In easier phrases, Butler’s approach of seeing, born of modest, tightly-knit roots, a farmer’s love for the outside and an engineer’s and technological auto-didact’s ingenuity, helped to outline the look of the best period of movie within the historical past of the medium. Bill Butler grounded the incomprehensibility of the American ‘70s—the vitality and the cacophony of it; the sensation of change carried earlier than a violent, anarchic gale. Already 46 years previous throughout the Summer of Love, he wasn’t one of many “Film Brats,” that group of tousled trailblazers who crammed the gulf left behind by a decrepit studio system that discovered itself out of step with the tastes of the Flower Power era. 

He was there for Jack Nicholson’s directorial debut “Drive, He Said” (1971).
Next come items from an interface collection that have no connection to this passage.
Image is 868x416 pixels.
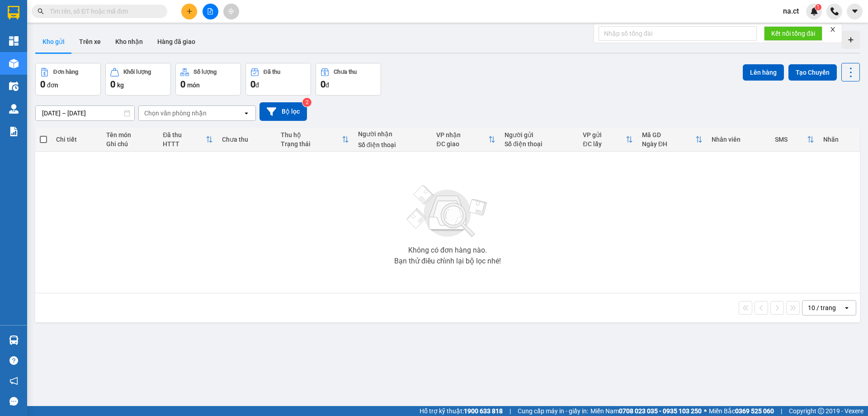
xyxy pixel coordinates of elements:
[123,68,151,75] div: Khối lượng
[72,31,108,52] button: Trên xe
[776,5,806,17] span: na.ct
[743,64,784,80] button: Lên hàng
[619,407,702,414] strong: 0708 023 035 - 0935 103 250
[162,140,206,147] div: HTTT
[582,140,625,147] div: ĐC lấy
[464,407,503,414] strong: 1900 633 818
[815,4,822,10] sup: 1
[788,64,837,80] button: Tạo Chuyến
[818,407,824,414] span: copyright
[817,4,820,10] span: 1
[830,27,836,33] span: close
[590,406,702,416] span: Miền Nam
[505,131,574,139] div: Người gửi
[108,31,151,52] button: Kho nhận
[175,62,241,96] button: Số lượng0món
[158,128,217,152] th: Toggle SortBy
[808,303,836,312] div: 10 / trang
[151,31,203,52] button: Hàng đã giao
[847,3,863,20] button: caret-down
[193,68,216,75] div: Số lượng
[403,180,493,243] img: svg+xml;base64,PHN2ZyBjbGFzcz0ibGlzdC1wbHVnX19zdmciIHhtbG5zPSJodHRwOi8vd3d3LnczLm9yZy8yMDAwL3N2Zy...
[227,9,234,15] span: aim
[9,336,19,345] img: warehouse-icon
[358,141,428,148] div: Số điện thoại
[735,407,774,414] strong: 0369 525 060
[326,81,329,89] span: đ
[358,130,428,138] div: Người nhận
[408,247,487,254] div: Không có đơn hàng nào.
[105,62,171,96] button: Khối lượng0kg
[334,68,357,75] div: Chưa thu
[709,406,774,416] span: Miền Bắc
[9,356,18,365] span: question-circle
[781,406,782,416] span: |
[321,79,326,90] span: 0
[186,9,192,15] span: plus
[223,3,239,20] button: aim
[106,140,154,147] div: Ghi chú
[436,131,488,139] div: VP nhận
[642,140,695,147] div: Ngày ĐH
[222,136,272,143] div: Chưa thu
[145,109,207,117] div: Chọn văn phòng nhận
[47,81,58,89] span: đơn
[771,28,815,39] span: Kết nối tổng đài
[824,136,855,143] div: Nhãn
[36,106,134,121] input: Select a date range.
[830,7,839,15] img: phone-icon
[578,128,637,152] th: Toggle SortBy
[180,79,186,90] span: 0
[764,27,823,41] button: Kết nối tổng đài
[9,377,18,385] span: notification
[316,62,381,96] button: Chưa thu0đ
[510,406,511,416] span: |
[259,102,307,121] button: Bộ lọc
[9,59,19,68] img: warehouse-icon
[303,98,311,107] sup: 2
[162,131,206,139] div: Đã thu
[712,136,766,143] div: Nhân viên
[110,79,115,90] span: 0
[9,81,19,91] img: warehouse-icon
[505,140,574,147] div: Số điện thoại
[637,128,707,152] th: Toggle SortBy
[280,131,342,139] div: Thu hộ
[56,136,97,143] div: Chi tiết
[251,79,256,90] span: 0
[582,131,625,139] div: VP gửi
[841,31,860,49] div: Tạo kho hàng mới
[517,406,588,416] span: Cung cấp máy in - giấy in:
[263,68,280,75] div: Đã thu
[394,258,501,264] div: Bạn thử điều chỉnh lại bộ lọc nhé!
[810,7,818,15] img: icon-new-feature
[203,3,218,20] button: file-add
[50,6,156,16] input: Tìm tên, số ĐT hoặc mã đơn
[280,140,342,147] div: Trạng thái
[243,110,250,116] svg: open
[181,3,198,20] button: plus
[207,9,214,15] span: file-add
[117,81,124,89] span: kg
[9,127,19,136] img: solution-icon
[40,79,45,90] span: 0
[276,128,353,152] th: Toggle SortBy
[642,131,695,139] div: Mã GD
[187,81,200,89] span: món
[436,140,488,147] div: ĐC giao
[106,131,154,139] div: Tên món
[35,62,101,96] button: Đơn hàng0đơn
[35,31,72,52] button: Kho gửi
[9,36,19,45] img: dashboard-icon
[420,406,503,416] span: Hỗ trợ kỹ thuật:
[9,104,19,114] img: warehouse-icon
[771,128,818,152] th: Toggle SortBy
[53,68,78,75] div: Đơn hàng
[8,6,20,20] img: logo-vxr
[599,27,757,41] input: Nhập số tổng đài
[843,304,850,312] svg: open
[245,62,311,96] button: Đã thu0đ
[851,7,859,15] span: caret-down
[704,409,706,413] span: ⚪️
[256,81,259,89] span: đ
He was there, too, for Robert Culp’s first and solely directorial effort, 1972’s large and sadly underseen LA noir “Hickey & Boggs,” the primary produced screenplay by a younger author named Walter Hill for which Butler re-used the sundown seashore shot on the finish of “Fearless Frank”. Then, a lot later, he shot actor Bill Paxton’s directorial debut “Frailty” (2001). In an interview with the Austin Chronicle in April of 2002, Paxton says “I wished my first film to have some nice craft in all the departments, and cinematically talking, I knew that Bill Butler may try this.” If mentorship wasn’t a job Butler craved, it was one it appeared during which he was solid. Butler offered a search for “Frailty,” intimate and heat earlier than it turns into insinuating and sinister, keyed in on the daddy/son dynamics that drive the piece.